I meet my parents often. It’s one of the many things in my life that I’m grateful for — that I live a short flight away from my parents’ city. The past year was particularly rich with trips, and I’ve been able to meet them practically every month or so. Spending time with my parents always reinforces to me what incredibly kind humans they both are. Here’s a sample of the kind of stuff my they do:
- At the village school my mother used to teach in, children never seemed to dress appropriately for Punjab’s sub-zero January winters. So my mother started to buy about fifty sweaters in different sizes, every year, and keep them at the school library, where kids would pick them up. Sometimes it had to be done more than once every winter, because children are kind too — they would give their sweaters to a parent or a sibling who worked in the fields and needed warmth more. My parents continue to do this annual sweater-shopping though it has been ten years since my mother retired from formal teaching. The owner of the shoe-shop across the street from the school has a standing request to repair or give new shoes to every school kid who walks in the store and to do this for free. He gives a monthly bill to my mother.

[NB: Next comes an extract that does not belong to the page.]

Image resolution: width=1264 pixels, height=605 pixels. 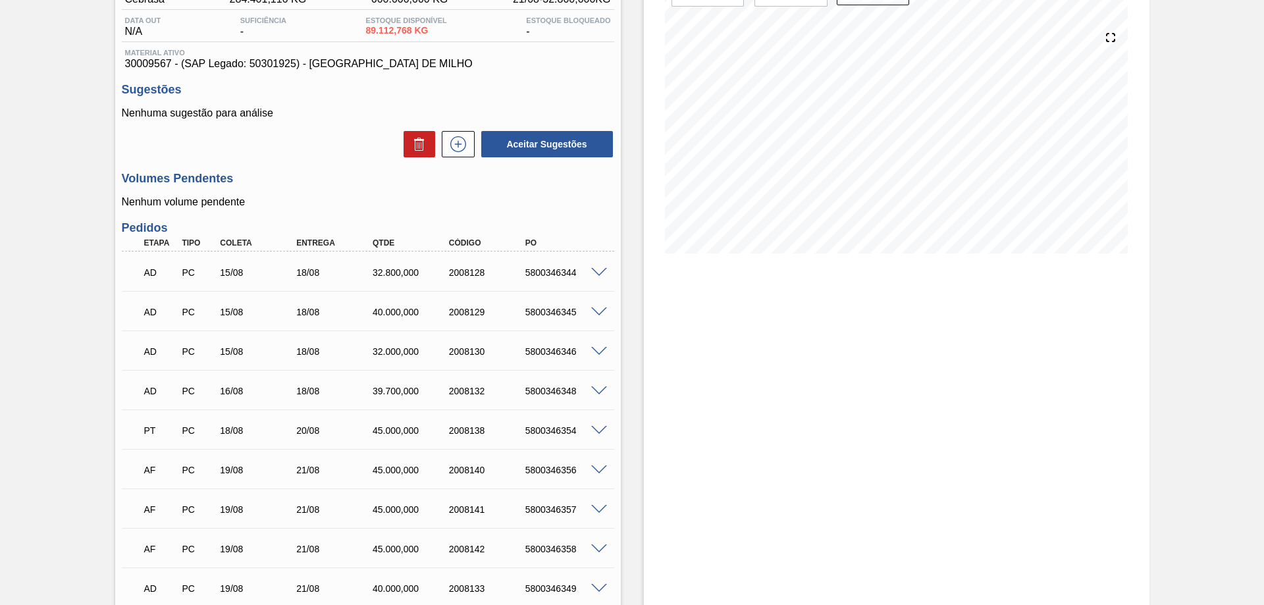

- The government of India launched the mid-day meal scheme in schools to improve school attendance and retention, but the budget for my mother’s school did not stretch to funds to buy plates. The food was good, children loved it, but the only way to eat it was to take rotis in their hand, pour the dal on top of the roti, and eat it before the dal soaked the roti through. After watching this food race for a week, my mother told my father, who found a wholesale store, bought two hundred plates, spoons and cups, and put them in the school kitchen.

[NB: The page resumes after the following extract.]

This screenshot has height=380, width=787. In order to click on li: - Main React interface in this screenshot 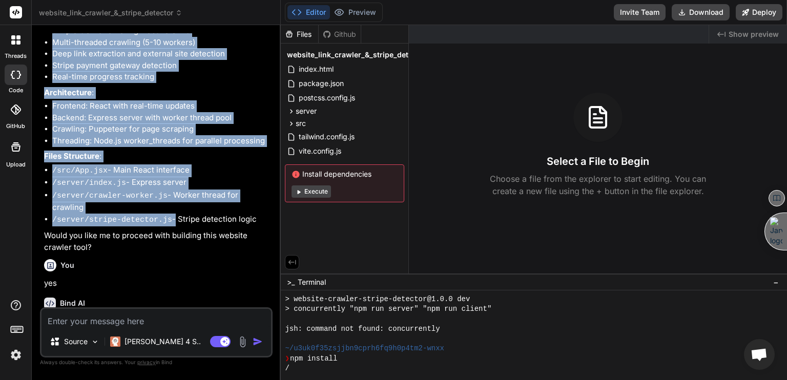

I could list at least a dozen more such stories without straining my memory too hard. My parents aren’t rich, but they live comfortably and see their money as a way to address some of the injustice around them. I know they would be uncomfortable by this post because they don’t like talking about these things. Their acts of kindness are quiet. And they’re hyperlocal, by which I mean to say that my parents’ moral imagination primarily covers the community that they’re part of. My mother listens to me politely when I talk about my pain over people being killed for their meat preferences, over people’s freedom being taken away in the name of security, but she doesn’t lose sleep over any of this. It upsets me sometimes, her decision to “not talk about politics”. But I’m learning to respect my parents’ choice. The choice to practice focused compassion, to address the injustice that surrounds their immediate world, and to not have too much “planetal awareness”. Theirs is a philosophy that says that it is important to have our hearts stretched, but only up to a point. Our hearts are not infinitely elastic, and we need to protect them if we are to remain capable and whole. My mother’s brand of kindness starts to make sense to me when I look at the context of the world that she grew up in. It was a world that taught her to be demure and conservative, to mind her own business, to never be too loud.

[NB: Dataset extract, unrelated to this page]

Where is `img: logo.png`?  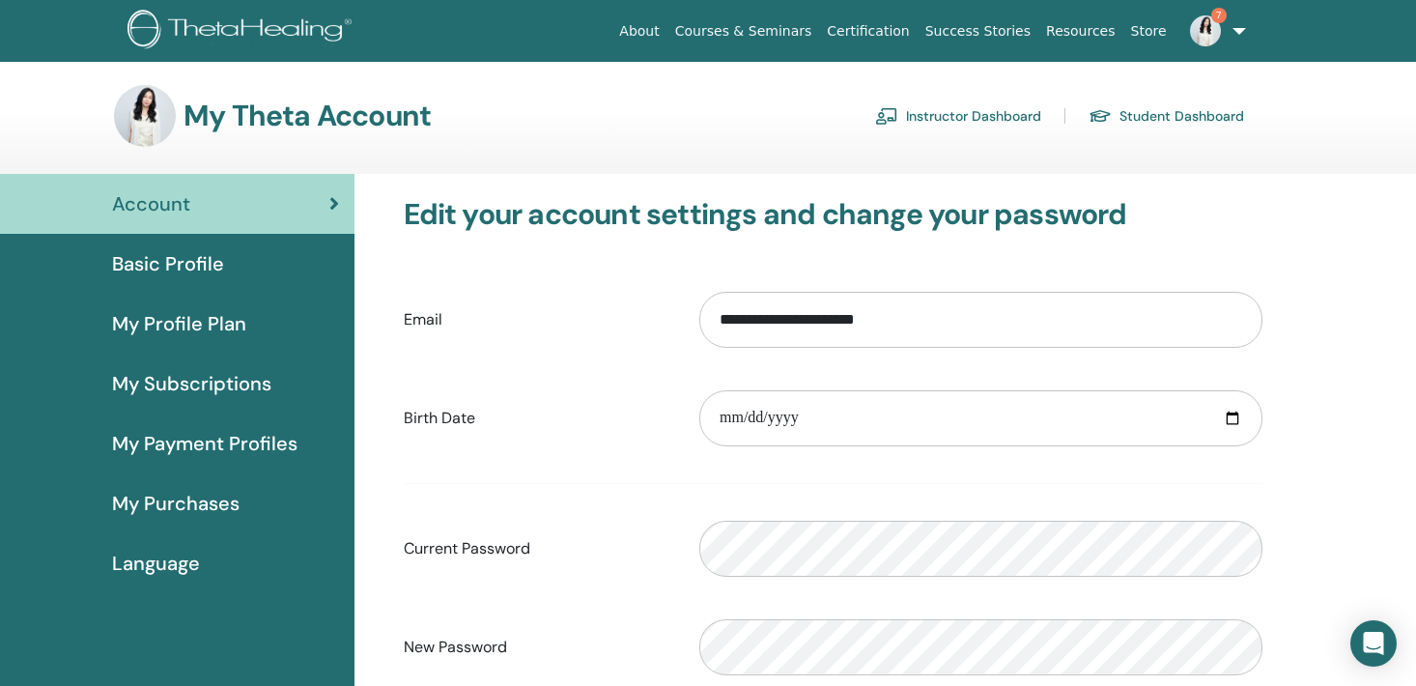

So I’ve been thinking about kindness a lot, and the different forms it takes. And the more I think about kindness, the more I’m reminded of Muzaffar. Muzaffar, also known as Muzzu, is a very dear friend of mine. He also practises hyperlocal kindness, but it’s slightly different in style from my mother’s. For one thing, he doesn’t do small. In the world that he has grown up in, small acts of compassion aren’t enough. Small acts would disappear without a trace in the monumental chaos of corruption and politics, so Muzzu’s kindness takes the form of loud, action-oriented steps, and he doesn’t know how to stop. My mother expresses her courage and generosity through giving money. Muzzu does it by giving his time, his safety, his whole life. He’s a dentist, runs a social enterprise, and is a full-time practitioner of intense-no-holds-barred-kindness. Here are some of my favourite Muzzu stories:
- There’s a shortage of teachers in the government school in his neighbourhood, so Muzzu decides to spend the next year teaching at the school, 3 days a week.
- Pensioners in his neighbourhood don’t get paid for a few months. These are old people, they need money, and he wants to help, but not by giving them money, which would only solve the problem temporarily. He writes a petition to the pension office, and meets them, but that doesn’t work, so he files an RTI, organizes a march, writes an article in a newspaper, records video stories and starts sharing them — basically escalating until bureaucracy breaks down and pensions start to come in. Like I said, he doesn’t how when to stop.
- The government of India launched the National Rural Employment Guarantee Act (NREGA) to provide economic security to rural Indians. To manage the scheme, “ombudsmen” were appointed in each district. Corruption crept in, as it will; villagers weren’t getting the promised employment and ombudsmen needed to be held accountable. So of course, Muzzu spent months chasing RTIs and writing newspaper articles to make the processes transparent and public.
It’s easy to see how a dentist becomes an activist — he simply cares too much. In most places in the world, this kind of human would be a source of inspiration and pride, maybe even amusement at the lengths that he is willing to go to address injustice. But that would be most places in the world, not in Muzaffar’s world. And that is the biggest difference between the lives of Muzaffar and my mother: their context. His brand of kindness got him arrested on 5th of August 2019. Because he was born in Kashmir and because his kindness makes him a threat to security and sovereignty of a great nation.